To be fair I'm surprised we've gone this far into the process before our first spot of symphonic metal, but boy is this one a doosie! It's got all the ingredients - chugging, middle-of-the-road guitars, staccato keyboards pretending to be strings, and a post-trauma libretto about getting everything back on track again and coming back stronger than ever. Yep, every genre trope is suitably ticked off the list in double quick time. But then there's the singer.
We can't quite work out if he's a rock singer with operatic pretensions, or a tenor who never quite made the grade, but he's not so much fallen between two stools as slipped down the back of the radiator just a little bit too far to hook out with your nan's longest knitting needle. To be fair to the lad though, I think it's the song that's giving him issues.
For a start, there's far too many syllables for a song of this tempo, which leaves him all a bit one-notey and breathless, trying to catch up with himself. For another, it scans like it was meant for reading more than singing, which again can give a boy heckish delivery difficulties. But we shouldn't mock. The thumbnail of the band on the TVR website makes them look earnest and intense, so we're bound to be in for an Apocalypse-worthy performance one way or another. We just hope there's candles. And flames. Lots of flames. Mind your hair though, fellas. There's a reason that Rammstein have all got shorn locks.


PROBLEM DESCRIPTION: A verbatim repeat of the lines below is required, with the pictures removed.

(RECORDS FOR THIS TASK begins)

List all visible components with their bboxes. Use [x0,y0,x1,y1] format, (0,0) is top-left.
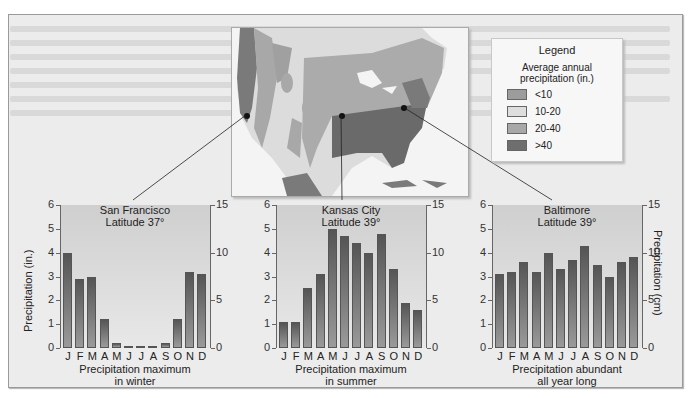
bar-4 [112,343,121,348]
month-label: M [327,350,339,362]
left-tick-mark [488,348,492,349]
left-tick-label: 2 [34,293,54,305]
left-tick-label: 3 [250,270,270,282]
bar-2 [303,288,312,348]
bar-0 [495,274,504,348]
bar-8 [377,234,386,348]
left-tick-label: 0 [250,341,270,353]
bar-5 [556,269,565,348]
caption-line2: in winter [40,375,230,387]
month-label: M [111,350,123,362]
bar-9 [173,319,182,348]
bar-1 [507,272,516,348]
right-tick-mark [211,348,215,349]
legend-subtitle: Average annual precipitation (in.) [492,62,622,84]
month-label: N [616,350,628,362]
month-label: M [543,350,555,362]
right-tick-label: 15 [648,198,660,210]
month-label: A [315,350,327,362]
chart-title: San FranciscoLatitude 37° [60,204,210,228]
legend-swatch [507,123,527,134]
left-tick-label: 5 [34,222,54,234]
legend-item: 10-20 [507,104,622,118]
chart-caption: Precipitation abundantall year long [472,363,662,387]
legend-item: <10 [507,87,622,101]
bar-9 [389,269,398,348]
right-tick-mark [427,348,431,349]
month-label: F [74,350,86,362]
city-name: Baltimore [492,204,642,216]
bar-0 [279,322,288,348]
chart-caption: Precipitation maximumin winter [40,363,230,387]
bar-3 [100,319,109,348]
month-label: D [196,350,208,362]
legend-subtitle-line1: Average annual [492,62,622,73]
right-tick-mark [643,348,647,349]
right-tick-mark [427,205,431,206]
right-axis [642,205,643,348]
right-tick-label: 5 [216,293,222,305]
right-tick-mark [643,253,647,254]
month-label: A [531,350,543,362]
month-label: M [518,350,530,362]
legend-label: 10-20 [535,106,561,117]
left-tick-label: 6 [250,198,270,210]
chart-san-francisco: 0123456051015JFMAMJJASONDSan FranciscoLa… [20,200,242,390]
bar-11 [197,274,206,348]
chart-title: BaltimoreLatitude 39° [492,204,642,228]
left-tick-label: 2 [250,293,270,305]
legend-label: >40 [535,140,552,151]
right-tick-label: 0 [216,341,222,353]
month-label: D [628,350,640,362]
right-tick-label: 0 [648,341,654,353]
left-tick-label: 0 [466,341,486,353]
right-tick-mark [427,253,431,254]
left-tick-label: 1 [466,317,486,329]
bar-4 [544,253,553,348]
right-tick-label: 0 [432,341,438,353]
month-label: J [278,350,290,362]
legend-swatch [507,140,527,151]
month-label: A [363,350,375,362]
month-label: J [555,350,567,362]
bar-6 [568,260,577,348]
chart-title: Kansas CityLatitude 39° [276,204,426,228]
month-label: O [172,350,184,362]
legend-swatch [507,89,527,100]
latitude-label: Latitude 39° [492,216,642,228]
month-label: O [604,350,616,362]
bar-6 [352,243,361,348]
right-axis [426,205,427,348]
right-tick-label: 5 [432,293,438,305]
north-america-precipitation-map [231,27,469,197]
caption-line1: Precipitation maximum [256,363,446,375]
bar-10 [617,262,626,348]
month-label: F [506,350,518,362]
bar-4 [328,229,337,348]
month-label: N [184,350,196,362]
bar-0 [63,253,72,348]
legend-subtitle-line2: precipitation (in.) [492,73,622,84]
left-tick-label: 0 [34,341,54,353]
bar-7 [364,253,373,348]
bar-11 [629,257,638,348]
left-tick-label: 5 [466,222,486,234]
month-label: J [123,350,135,362]
month-label: F [290,350,302,362]
right-tick-label: 10 [216,246,228,258]
bar-10 [185,272,194,348]
legend-label: <10 [535,89,552,100]
chart-caption: Precipitation maximumin summer [256,363,446,387]
month-label: J [339,350,351,362]
left-tick-label: 4 [250,246,270,258]
bar-10 [401,303,410,348]
month-label: J [62,350,74,362]
bar-5 [124,346,133,348]
bar-1 [291,322,300,348]
right-tick-label: 10 [432,246,444,258]
bar-3 [532,272,541,348]
month-label: N [400,350,412,362]
month-label: J [494,350,506,362]
month-label: A [147,350,159,362]
bar-8 [593,265,602,348]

(RECORDS FOR THIS TASK ends)

RESPONSE AREA:
List all visible components with their bboxes. Use [x0,y0,x1,y1] format, (0,0) is top-left.
bar-4 [112,343,121,348]
month-label: M [327,350,339,362]
left-tick-mark [488,348,492,349]
left-tick-label: 2 [34,293,54,305]
left-tick-label: 3 [250,270,270,282]
bar-2 [303,288,312,348]
bar-0 [495,274,504,348]
bar-8 [377,234,386,348]
left-tick-label: 0 [250,341,270,353]
bar-5 [556,269,565,348]
caption-line2: in winter [40,375,230,387]
month-label: M [111,350,123,362]
bar-9 [173,319,182,348]
bar-1 [507,272,516,348]
right-tick-mark [211,348,215,349]
legend-subtitle: Average annual precipitation (in.) [492,62,622,84]
month-label: N [616,350,628,362]
month-label: M [543,350,555,362]
right-tick-label: 15 [648,198,660,210]
month-label: A [315,350,327,362]
chart-title: San FranciscoLatitude 37° [60,204,210,228]
legend-swatch [507,123,527,134]
left-tick-label: 5 [34,222,54,234]
legend-item: 10-20 [507,104,622,118]
chart-caption: Precipitation abundantall year long [472,363,662,387]
legend-item: <10 [507,87,622,101]
bar-9 [389,269,398,348]
right-tick-mark [427,348,431,349]
month-label: F [74,350,86,362]
city-name: Baltimore [492,204,642,216]
bar-0 [279,322,288,348]
chart-caption: Precipitation maximumin winter [40,363,230,387]
bar-3 [100,319,109,348]
month-label: D [196,350,208,362]
legend-subtitle-line1: Average annual [492,62,622,73]
right-tick-mark [643,348,647,349]
right-tick-mark [427,205,431,206]
right-axis [642,205,643,348]
right-tick-label: 5 [216,293,222,305]
right-tick-mark [643,253,647,254]
month-label: A [531,350,543,362]
month-label: M [518,350,530,362]
legend-label: 10-20 [535,106,561,117]
left-tick-label: 6 [250,198,270,210]
chart-san-francisco: 0123456051015JFMAMJJASONDSan FranciscoLa… [20,200,242,390]
bar-11 [197,274,206,348]
chart-title: BaltimoreLatitude 39° [492,204,642,228]
left-tick-label: 2 [250,293,270,305]
legend-label: >40 [535,140,552,151]
right-tick-label: 0 [216,341,222,353]
month-label: D [628,350,640,362]
right-tick-label: 0 [648,341,654,353]
left-tick-label: 0 [466,341,486,353]
right-tick-mark [427,253,431,254]
left-tick-label: 1 [466,317,486,329]
bar-4 [544,253,553,348]
right-tick-label: 0 [432,341,438,353]
month-label: J [278,350,290,362]
legend-swatch [507,140,527,151]
month-label: A [363,350,375,362]
month-label: J [555,350,567,362]
bar-6 [568,260,577,348]
chart-title: Kansas CityLatitude 39° [276,204,426,228]
month-label: O [172,350,184,362]
legend-swatch [507,89,527,100]
latitude-label: Latitude 39° [492,216,642,228]
month-label: O [604,350,616,362]
bar-6 [352,243,361,348]
right-axis [426,205,427,348]
right-tick-label: 5 [432,293,438,305]
north-america-precipitation-map [231,27,469,197]
caption-line1: Precipitation maximum [256,363,446,375]
bar-10 [617,262,626,348]
month-label: F [506,350,518,362]
bar-4 [328,229,337,348]
month-label: N [184,350,196,362]
bar-0 [63,253,72,348]
legend-subtitle-line2: precipitation (in.) [492,73,622,84]
left-tick-label: 0 [34,341,54,353]
bar-7 [364,253,373,348]
bar-11 [629,257,638,348]
left-tick-label: 5 [466,222,486,234]
month-label: J [123,350,135,362]
month-label: F [290,350,302,362]
right-tick-label: 10 [216,246,228,258]
bar-10 [185,272,194,348]
legend-label: <10 [535,89,552,100]
chart-caption: Precipitation maximumin summer [256,363,446,387]
month-label: J [339,350,351,362]
left-tick-label: 4 [250,246,270,258]
bar-10 [401,303,410,348]
month-label: J [62,350,74,362]
bar-5 [124,346,133,348]
bar-1 [291,322,300,348]
right-tick-label: 10 [432,246,444,258]
bar-3 [532,272,541,348]
month-label: N [400,350,412,362]
month-label: J [494,350,506,362]
month-label: A [147,350,159,362]
bar-8 [593,265,602,348]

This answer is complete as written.